I
love coming across words I’m not familiar with when I’m reading a book. I also
love a really nice description or phrase. I’ve started collecting them. Here
are a few:
Wincey
– I read this word in the first book of the Anne of Green Gables series by L.
M. Montgomery. An awesome series, by the way. It said Anne was wearing an ugly
dress of yellowish grey wincey. Looking it up, wincey is also called
linsey-woolsey. It’s made with a linen warp and a wool weft.
***
Dree
my own weird – submit to my destiny/fate. “If I must dree my weird, let me dree
it now.”
DREE
is the verb, WEIRD is the noun. Came across this in a very funny mystery by
Sharyn McCrumb called Zombies of the Gene Pool. It was a sequel to Bimbos of
the Death Sun. Both books are hilarious.
***
Concatenation
– a series of connected things or events. Many years ago I got a t-shirt from a
catalog of cat stuff. The picture on the shirt was a line of cats with their
arms interlinked, and the word Concatenation below it. I had to look the word
up. Loved that shirt. Wish I still had it.
***
“The
room had greenish distempered walls.” From the book Manhattan by John Dos
Passos. Wonderfully written book. The phrase above was describing the hallway of
a hospital.
***
From
the book Mystery House (1935) by Kathleen Norris
Sarah
was fifty-seven, grey headed and distinguished in appearance. She was talking
later in her room, “her clean elderly fingers knitting busily.”
Her
friend Page was 26, but was worried about the passage of time. Her twenties,
“with all their vanishing potentialities, were rushing by her like a dream.
Thirty, a hideous and hopeless landmark, was looming straight ahead.”
Interesting
take on women and age. I didn’t view myself as elderly when I was 57. And I
certainly didn’t view 30 as being hideous or hopeless.
***
“If
you have tears, prepare to shed them now.” No clue where I got this one, but I
liked it.
***
The
rest of these are from various mystery books by Ngaio Marsh
“(The
memory brought a) jolt of pain so violent and personal it brought tears to her
eyes.”
Concerning
a nervous man in a courtroom: “Feasting quietly upon his fingernails.” You can
almost see him doing this, can’t you?
“The
rocks came down grimly to the water’s edge.” Really makes me think of a rather
barren sea side.
“The
naked trees, fast, fast asleep, stretched their lovely arms against an iron
sky.” I absolutely LOVE this passage! I could feel the winter surrounding me.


**WHAT TO WORK ON**
Write out the records below exactly as they appear, skipping each picture.

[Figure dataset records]
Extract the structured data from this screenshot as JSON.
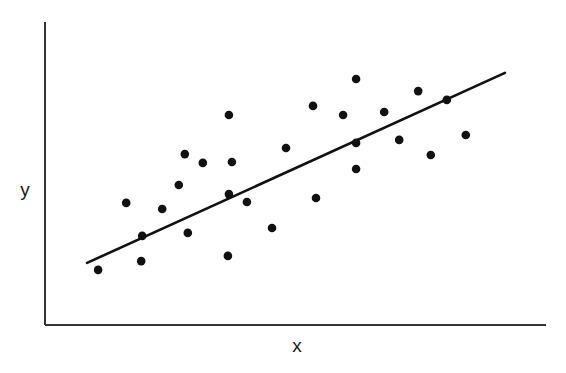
{
  "chart_data": {
    "type": "scatter",
    "title": "",
    "xlabel": "x",
    "ylabel": "y",
    "xlim": [
      0,
      100
    ],
    "ylim": [
      0,
      100
    ],
    "grid": false,
    "legend": null,
    "ticks": "none",
    "note": "No tick labels shown; values normalized to 0-100 within plot area",
    "series": [
      {
        "name": "observations",
        "marker": "filled-circle",
        "color": "#111111",
        "points": [
          {
            "x": 10.6,
            "y": 18.2
          },
          {
            "x": 16.2,
            "y": 40.3
          },
          {
            "x": 19.2,
            "y": 21.1
          },
          {
            "x": 19.4,
            "y": 29.4
          },
          {
            "x": 23.4,
            "y": 38.3
          },
          {
            "x": 26.7,
            "y": 46.2
          },
          {
            "x": 27.9,
            "y": 56.4
          },
          {
            "x": 28.5,
            "y": 30.4
          },
          {
            "x": 31.5,
            "y": 53.5
          },
          {
            "x": 36.5,
            "y": 22.8
          },
          {
            "x": 36.7,
            "y": 43.2
          },
          {
            "x": 37.3,
            "y": 53.8
          },
          {
            "x": 36.7,
            "y": 69.3
          },
          {
            "x": 40.3,
            "y": 40.6
          },
          {
            "x": 45.3,
            "y": 32.0
          },
          {
            "x": 48.1,
            "y": 58.4
          },
          {
            "x": 54.1,
            "y": 41.9
          },
          {
            "x": 53.5,
            "y": 72.3
          },
          {
            "x": 59.5,
            "y": 69.3
          },
          {
            "x": 62.1,
            "y": 81.2
          },
          {
            "x": 62.1,
            "y": 60.1
          },
          {
            "x": 62.1,
            "y": 51.5
          },
          {
            "x": 67.7,
            "y": 70.3
          },
          {
            "x": 70.7,
            "y": 61.1
          },
          {
            "x": 74.5,
            "y": 77.2
          },
          {
            "x": 77.0,
            "y": 56.1
          },
          {
            "x": 80.2,
            "y": 74.3
          },
          {
            "x": 84.0,
            "y": 62.7
          }
        ]
      }
    ],
    "trendline": {
      "type": "linear",
      "color": "#111111",
      "start": {
        "x": 8.4,
        "y": 20.5
      },
      "end": {
        "x": 91.8,
        "y": 83.2
      }
    }
  },
  "render": {
    "axis_color": "#333333",
    "point_color": "#111111",
    "line_color": "#111111",
    "plot_px": {
      "left": 45,
      "right": 546,
      "top": 22,
      "bottom": 325
    }
  }
}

**RESPONSE BELOW**
Extract the structured data from this screenshot as JSON.
{
  "chart_data": {
    "type": "scatter",
    "title": "",
    "xlabel": "x",
    "ylabel": "y",
    "xlim": [
      0,
      100
    ],
    "ylim": [
      0,
      100
    ],
    "grid": false,
    "legend": null,
    "ticks": "none",
    "note": "No tick labels shown; values normalized to 0-100 within plot area",
    "series": [
      {
        "name": "observations",
        "marker": "filled-circle",
        "color": "#111111",
        "points": [
          {
            "x": 10.6,
            "y": 18.2
          },
          {
            "x": 16.2,
            "y": 40.3
          },
          {
            "x": 19.2,
            "y": 21.1
          },
          {
            "x": 19.4,
            "y": 29.4
          },
          {
            "x": 23.4,
            "y": 38.3
          },
          {
            "x": 26.7,
            "y": 46.2
          },
          {
            "x": 27.9,
            "y": 56.4
          },
          {
            "x": 28.5,
            "y": 30.4
          },
          {
            "x": 31.5,
            "y": 53.5
          },
          {
            "x": 36.5,
            "y": 22.8
          },
          {
            "x": 36.7,
            "y": 43.2
          },
          {
            "x": 37.3,
            "y": 53.8
          },
          {
            "x": 36.7,
            "y": 69.3
          },
          {
            "x": 40.3,
            "y": 40.6
          },
          {
            "x": 45.3,
            "y": 32.0
          },
          {
            "x": 48.1,
            "y": 58.4
          },
          {
            "x": 54.1,
            "y": 41.9
          },
          {
            "x": 53.5,
            "y": 72.3
          },
          {
            "x": 59.5,
            "y": 69.3
          },
          {
            "x": 62.1,
            "y": 81.2
          },
          {
            "x": 62.1,
            "y": 60.1
          },
          {
            "x": 62.1,
            "y": 51.5
          },
          {
            "x": 67.7,
            "y": 70.3
          },
          {
            "x": 70.7,
            "y": 61.1
          },
          {
            "x": 74.5,
            "y": 77.2
          },
          {
            "x": 77.0,
            "y": 56.1
          },
          {
            "x": 80.2,
            "y": 74.3
          },
          {
            "x": 84.0,
            "y": 62.7
          }
        ]
      }
    ],
    "trendline": {
      "type": "linear",
      "color": "#111111",
      "start": {
        "x": 8.4,
        "y": 20.5
      },
      "end": {
        "x": 91.8,
        "y": 83.2
      }
    }
  },
  "render": {
    "axis_color": "#333333",
    "point_color": "#111111",
    "line_color": "#111111",
    "plot_px": {
      "left": 45,
      "right": 546,
      "top": 22,
      "bottom": 325
    }
  }
}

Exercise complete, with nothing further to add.